Linda Nesby About the author
Artikkel

Per Fugelli

Per dør [Per is dying]

246 pages. Oslo: Cappelen Damm, 2017. Price NOK 379

ISBN 978-82-02-55991-5

Autobiographical narratives of disease, or pathographies, are a growing genre. Pathographies about cancer are especially widespread, and the Oria library database shows that in the period from 1977 to 2015, altogether 39 autobiographical books on the subject of cancer were published in Norwegian. The earliest example is Blå søndag, rød mandag. Å leve med kreft [Blue Sunday, red Monday. Living with cancer] by Berit Eriksen from 1977. The genre gained a general readership with Gunhild Corwin’s Idas dans [Ida’s dance] from 2005, four editions of which have been published until now. 2010 saw the publication of Regines bok: En ung jentes siste ord [Regine’s book: A young girl’s last words], based on the blog of 18-year-old Regine Stokke, who died of cancer in 2009. The book became a bestseller and has been translated into several languages.
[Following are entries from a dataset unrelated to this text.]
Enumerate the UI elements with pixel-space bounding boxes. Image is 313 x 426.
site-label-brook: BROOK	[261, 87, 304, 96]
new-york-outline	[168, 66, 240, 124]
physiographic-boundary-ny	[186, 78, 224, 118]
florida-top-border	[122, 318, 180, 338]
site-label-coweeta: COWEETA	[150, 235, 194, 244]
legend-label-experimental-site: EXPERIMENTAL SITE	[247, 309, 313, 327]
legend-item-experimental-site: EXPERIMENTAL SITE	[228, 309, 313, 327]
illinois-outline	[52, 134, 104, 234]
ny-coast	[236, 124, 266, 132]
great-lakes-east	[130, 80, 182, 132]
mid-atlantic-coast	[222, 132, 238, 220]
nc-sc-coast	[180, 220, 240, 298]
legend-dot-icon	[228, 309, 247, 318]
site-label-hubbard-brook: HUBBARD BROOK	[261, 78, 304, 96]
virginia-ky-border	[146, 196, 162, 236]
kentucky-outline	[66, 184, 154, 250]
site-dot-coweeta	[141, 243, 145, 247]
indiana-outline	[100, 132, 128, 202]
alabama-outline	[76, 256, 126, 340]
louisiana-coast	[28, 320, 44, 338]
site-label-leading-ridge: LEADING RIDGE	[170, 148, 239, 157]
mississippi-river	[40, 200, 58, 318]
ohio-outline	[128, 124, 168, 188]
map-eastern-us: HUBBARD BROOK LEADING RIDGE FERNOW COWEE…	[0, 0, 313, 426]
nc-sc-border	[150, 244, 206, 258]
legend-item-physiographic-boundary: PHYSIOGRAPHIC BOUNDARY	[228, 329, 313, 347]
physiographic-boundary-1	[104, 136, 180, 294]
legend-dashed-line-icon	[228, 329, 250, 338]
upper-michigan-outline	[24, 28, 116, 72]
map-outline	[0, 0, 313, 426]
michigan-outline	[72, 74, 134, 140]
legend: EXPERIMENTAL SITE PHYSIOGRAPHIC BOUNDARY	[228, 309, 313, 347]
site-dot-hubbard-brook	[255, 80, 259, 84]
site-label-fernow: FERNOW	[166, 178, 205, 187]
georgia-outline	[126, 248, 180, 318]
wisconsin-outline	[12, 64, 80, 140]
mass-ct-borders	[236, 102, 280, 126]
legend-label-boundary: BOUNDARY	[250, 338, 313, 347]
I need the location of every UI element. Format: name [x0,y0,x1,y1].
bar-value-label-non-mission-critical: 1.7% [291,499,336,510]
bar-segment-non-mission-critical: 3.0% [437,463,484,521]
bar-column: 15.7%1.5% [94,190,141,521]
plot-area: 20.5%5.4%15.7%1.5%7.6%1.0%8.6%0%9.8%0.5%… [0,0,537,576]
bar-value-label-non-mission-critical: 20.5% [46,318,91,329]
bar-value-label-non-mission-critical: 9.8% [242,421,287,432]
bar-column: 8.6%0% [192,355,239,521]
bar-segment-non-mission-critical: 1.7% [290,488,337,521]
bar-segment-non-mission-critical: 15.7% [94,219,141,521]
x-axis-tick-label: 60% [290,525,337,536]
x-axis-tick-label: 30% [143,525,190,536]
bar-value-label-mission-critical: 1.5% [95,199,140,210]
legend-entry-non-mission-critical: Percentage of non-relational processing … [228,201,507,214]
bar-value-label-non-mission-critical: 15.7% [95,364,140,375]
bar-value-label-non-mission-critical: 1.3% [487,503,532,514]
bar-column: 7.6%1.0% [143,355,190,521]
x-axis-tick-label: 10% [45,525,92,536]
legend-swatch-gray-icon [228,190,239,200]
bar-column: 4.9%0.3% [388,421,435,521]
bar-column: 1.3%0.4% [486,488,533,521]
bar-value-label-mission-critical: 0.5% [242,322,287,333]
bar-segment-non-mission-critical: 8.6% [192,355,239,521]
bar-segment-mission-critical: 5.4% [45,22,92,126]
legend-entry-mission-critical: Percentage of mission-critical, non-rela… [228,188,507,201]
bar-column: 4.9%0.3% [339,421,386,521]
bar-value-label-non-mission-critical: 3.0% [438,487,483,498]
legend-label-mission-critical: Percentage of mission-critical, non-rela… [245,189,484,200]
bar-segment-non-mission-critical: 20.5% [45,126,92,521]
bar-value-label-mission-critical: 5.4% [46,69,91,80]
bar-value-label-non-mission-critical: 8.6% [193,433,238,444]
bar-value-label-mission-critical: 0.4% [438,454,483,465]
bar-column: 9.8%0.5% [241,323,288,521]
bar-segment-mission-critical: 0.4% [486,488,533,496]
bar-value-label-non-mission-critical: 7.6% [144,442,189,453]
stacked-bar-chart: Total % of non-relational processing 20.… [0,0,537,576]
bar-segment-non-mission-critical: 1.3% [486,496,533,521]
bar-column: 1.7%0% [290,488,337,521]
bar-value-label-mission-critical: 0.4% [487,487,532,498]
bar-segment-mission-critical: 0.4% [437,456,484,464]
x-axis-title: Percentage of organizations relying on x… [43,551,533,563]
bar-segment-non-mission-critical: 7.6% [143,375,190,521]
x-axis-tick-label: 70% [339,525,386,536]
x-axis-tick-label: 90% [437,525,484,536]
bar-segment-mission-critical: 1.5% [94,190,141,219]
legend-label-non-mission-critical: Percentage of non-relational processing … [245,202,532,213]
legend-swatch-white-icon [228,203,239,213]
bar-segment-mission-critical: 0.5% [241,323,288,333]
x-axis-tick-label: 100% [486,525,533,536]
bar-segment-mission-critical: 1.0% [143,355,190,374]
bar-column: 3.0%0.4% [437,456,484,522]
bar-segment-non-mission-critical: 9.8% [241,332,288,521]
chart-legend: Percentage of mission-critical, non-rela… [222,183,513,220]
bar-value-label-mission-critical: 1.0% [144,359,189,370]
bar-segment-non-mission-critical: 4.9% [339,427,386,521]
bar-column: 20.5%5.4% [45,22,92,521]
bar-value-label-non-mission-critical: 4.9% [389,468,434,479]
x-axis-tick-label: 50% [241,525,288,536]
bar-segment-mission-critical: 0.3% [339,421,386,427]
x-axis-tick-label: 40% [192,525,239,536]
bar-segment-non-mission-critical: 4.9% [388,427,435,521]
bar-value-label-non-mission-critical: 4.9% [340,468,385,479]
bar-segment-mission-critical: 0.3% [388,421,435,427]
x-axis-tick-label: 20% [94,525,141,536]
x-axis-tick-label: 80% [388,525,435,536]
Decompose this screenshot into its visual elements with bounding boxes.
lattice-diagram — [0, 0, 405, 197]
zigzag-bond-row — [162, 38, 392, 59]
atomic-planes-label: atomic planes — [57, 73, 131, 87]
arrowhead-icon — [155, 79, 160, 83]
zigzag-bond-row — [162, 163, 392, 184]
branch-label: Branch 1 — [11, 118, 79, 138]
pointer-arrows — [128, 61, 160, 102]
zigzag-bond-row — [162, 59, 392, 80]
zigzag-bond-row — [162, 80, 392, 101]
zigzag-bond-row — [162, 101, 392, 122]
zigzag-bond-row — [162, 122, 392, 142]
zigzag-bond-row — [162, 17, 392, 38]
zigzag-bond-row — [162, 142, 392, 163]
It is no coincidence that two of the best-known books of this genre in Norwegian deal with tragic courses of disease in young people. We follow the stories of teenagers, who from one day to the next are brutally torn from a healthy existence to a condition of life-threatening illness. The narratives are reminiscent of the diary genre, and follow the patient closely up to the point of death. Per Fugelli’s Per dør also presents an example of a pathography with a great degree of intimacy between the narrator and his story, and a short time lapse between the time of narration and the narrator’s death.

The modern pathography is a layman’s phenomenon. As a doctor, professor, author and patient, however, Per Fugelli brings to the genre a level of reflection that makes the book particularly worth reading. Fugelli intersperses his personal story with theoretical reflections. He pays greater attention to the phase of dying and raises its status by claiming that it has unique qualities: ‘I believe that we would do well to regard serious illness and impending death as a powerful life event, not merely as diagnosis and autopsy’ (p. 74). This distinction demonstrates how illness and death also implicate experiences that are not of a physiological nature. Human experience is particularly valuable in cases where the illness is chronic or terminal.

Per dør is a multifaceted text. The title connotes Ibsen’s Peer Gynt from 1867, but in contrast to Ibsen’s Peer, who keeps reality at bay through make-believe at his mother Åse’s deathbed, Per Fugelli addresses the topic of his own death with courage and honesty. At the same time, the use of the professor’s and patient’s first name is a play upon Per’s role as a national emblem of health. Per dør raises and expands a personal story of illness to encompass insights on patient treatment and the life of, and with, a dying person. With this modern, secular ‘Ars moriendi’, Fugelli wishes to ‘[…] help those who are ill and their relatives to better endure death’ (p. 82). In this way, Per dør earns the distinction of being one of the most insightful Norwegian pathographies in recent years.